I have a form where I put in hashes with regular expression values. My problem is that they gets messed up when travelling from my view, through my controller and into MongoDB with Mongoid. How do I preserve the regex'es?
Input examples:
{:regex1 => "^Something \(#\d*\)$"}
{:regex2 => "\A[\w+\-.]+@[a-z\d\-.]+\.[a-z]+\z"}
My formtastic view form looks like this:
= semantic_form_for resource, :html => {:class => "form-vertical"} do |r|
= r.inputs do
= r.input :value, :as => :text
= r.actions do
= r.action :submit
My controller create action takes in the params and handles it like this:
class EmailTypesController < InheritedResources::Base
def create
puts params[:email_type][:value] # => {:regex1 => "^Something \(#\d*\)$"} and
# {:regex2 => "\A[\w+\-.]+@[a-z\d\-.]+\.[a-z]+\z"}
puts params[:email_type][:value].inspect # => "{:regex1 => \"^Something \\(#\\d*\\)$\"}" and
# "{:regex2 => \"\\A[\\w+\\-.]+@[a-z\\d\\-.]+\\.[a-z]+\\z\"}"
params[:email_type][:value] = convert_to_hash(params[:email_type][:value])
puts params[:email_type][:value] # => {"regex1"=>"^Something (#d*)$"} and
# {"regex2"=>"A[w+-.]+@[a-zd-.]+.[a-z]+z"}
create! do |success, failure|
success.html {
redirect_to resource
}
failure.html {
render :action => :new
}
end
end
def convert_to_hash(string)
if string.match(/(.*?)=>(.*)\n*/)
string = eval(string)
else
string = string_to_hash(string)
end
end
def string_to_hash(string)
values = string.split("\r\n")
output = {}
values.each do |v|
val = v.split("=")
output[val[0].to_sym] = val[1]
end
output
end
end
Firing up the console and inspecting the values put in through Mongoid:
Loading development environment (Rails 3.2.12)
1.9.3p385 :001 > EmailType.all.each do |email_type|
1.9.3p385 :002 > puts email_type.value
1.9.3p385 :003?> end
{"regex1"=>"^Something (#d*)$"}
{"regex2"=>"A[w+-.]+@[a-zd-.]+.[a-z]+z"}
=> true
1.9.3p385 :004 >
The problem lies in ruby's evaluation of strings, which ignores useless escapes:
puts "^Something \(#\d*\)$".inspect
=>"^Something (#d*)$"
That is to say the eval simply ignores the backslash. Note that typically in ruby regexes aren't created using strings but through their own regex literal, so that
/^Something \(#\d*\)$/.inspect
=>"/^Something \\(#\\d*\\)$/"
Notice the double backslash instead of single. This means that eval has to receive two backslashes instead of one in the string, as it has to be eval'd into a single backslash character.
A quick and easy way to do this is to simply run a sub ob the string before the convert_to_hash call:
# A little confusing due to escapes, but single backslashes are replaced with double.
# The second parameter is confusing, but it appears that String#sub requires a few
# extra escapes due to backslashes also being used to backreference.
# i.e. \n is replaced with the nth regex group, so to replace something with the string
# "\n" yet another escape for backslash is required, so "\\n" is replaced with "\n".
# Therefore the input of 8 blackslashes is eval'd to a string of 4 backslashes, which
# sub interprets as 2 backslashes.
params[:email_type][:value].gsub!('\\', '\\\\\\\\')
this shouldn't be a problem unless you are using backslashes in the hash keys at some point, in which case more advanced matching would be needed to extract only the regex's and perform the substitution on them.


# Task goal:
What you give back should match the listing word for word.

▼▼▼

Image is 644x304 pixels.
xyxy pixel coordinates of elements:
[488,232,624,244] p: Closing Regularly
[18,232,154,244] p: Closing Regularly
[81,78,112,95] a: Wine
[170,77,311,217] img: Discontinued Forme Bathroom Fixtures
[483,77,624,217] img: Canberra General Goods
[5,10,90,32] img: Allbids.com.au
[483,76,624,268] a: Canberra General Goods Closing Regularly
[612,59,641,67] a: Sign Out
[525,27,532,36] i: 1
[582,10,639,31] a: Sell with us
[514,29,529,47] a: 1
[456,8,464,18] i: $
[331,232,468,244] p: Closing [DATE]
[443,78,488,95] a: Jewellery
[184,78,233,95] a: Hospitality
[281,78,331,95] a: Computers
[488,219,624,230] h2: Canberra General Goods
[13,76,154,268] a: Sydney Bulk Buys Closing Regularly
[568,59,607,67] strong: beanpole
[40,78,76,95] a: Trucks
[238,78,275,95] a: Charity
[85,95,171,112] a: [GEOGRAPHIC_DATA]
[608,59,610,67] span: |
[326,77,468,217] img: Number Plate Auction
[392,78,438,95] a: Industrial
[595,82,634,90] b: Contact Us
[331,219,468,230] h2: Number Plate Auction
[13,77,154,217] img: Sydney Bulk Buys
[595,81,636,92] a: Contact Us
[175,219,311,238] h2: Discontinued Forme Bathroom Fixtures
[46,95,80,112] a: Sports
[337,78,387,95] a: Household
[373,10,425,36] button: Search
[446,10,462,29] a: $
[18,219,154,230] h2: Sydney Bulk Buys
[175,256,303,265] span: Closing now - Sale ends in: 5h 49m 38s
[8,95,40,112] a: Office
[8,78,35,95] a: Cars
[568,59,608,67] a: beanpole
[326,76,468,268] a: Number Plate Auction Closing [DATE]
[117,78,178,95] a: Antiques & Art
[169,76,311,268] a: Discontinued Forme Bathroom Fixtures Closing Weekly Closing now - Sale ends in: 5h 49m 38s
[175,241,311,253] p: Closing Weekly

▲▲▲

# Exercise result:
Image is 644x304 pixels.
xyxy pixel coordinates of elements:
[488,232,624,244] p: Closing Regularly
[18,232,154,244] p: Closing Regularly
[81,78,112,95] a: Wine
[170,77,311,217] img: Discontinued Forme Bathroom Fixtures
[483,77,624,217] img: Canberra General Goods
[5,10,90,32] img: Allbids.com.au
[483,76,624,268] a: Canberra General Goods Closing Regularly
[612,59,641,67] a: Sign Out
[525,27,532,36] i: 1
[582,10,639,31] a: Sell with us
[514,29,529,47] a: 1
[456,8,464,18] i: $
[331,232,468,244] p: Closing [DATE]
[443,78,488,95] a: Jewellery
[184,78,233,95] a: Hospitality
[281,78,331,95] a: Computers
[488,219,624,230] h2: Canberra General Goods
[13,76,154,268] a: Sydney Bulk Buys Closing Regularly
[568,59,607,67] strong: beanpole
[40,78,76,95] a: Trucks
[238,78,275,95] a: Charity
[85,95,171,112] a: [GEOGRAPHIC_DATA]
[608,59,610,67] span: |
[326,77,468,217] img: Number Plate Auction
[392,78,438,95] a: Industrial
[595,82,634,90] b: Contact Us
[331,219,468,230] h2: Number Plate Auction
[13,77,154,217] img: Sydney Bulk Buys
[595,81,636,92] a: Contact Us
[175,219,311,238] h2: Discontinued Forme Bathroom Fixtures
[46,95,80,112] a: Sports
[337,78,387,95] a: Household
[373,10,425,36] button: Search
[446,10,462,29] a: $
[18,219,154,230] h2: Sydney Bulk Buys
[175,256,303,265] span: Closing now - Sale ends in: 5h 49m 38s
[8,95,40,112] a: Office
[8,78,35,95] a: Cars
[568,59,608,67] a: beanpole
[326,76,468,268] a: Number Plate Auction Closing [DATE]
[117,78,178,95] a: Antiques & Art
[169,76,311,268] a: Discontinued Forme Bathroom Fixtures Closing Weekly Closing now - Sale ends in: 5h 49m 38s
[175,241,311,253] p: Closing Weekly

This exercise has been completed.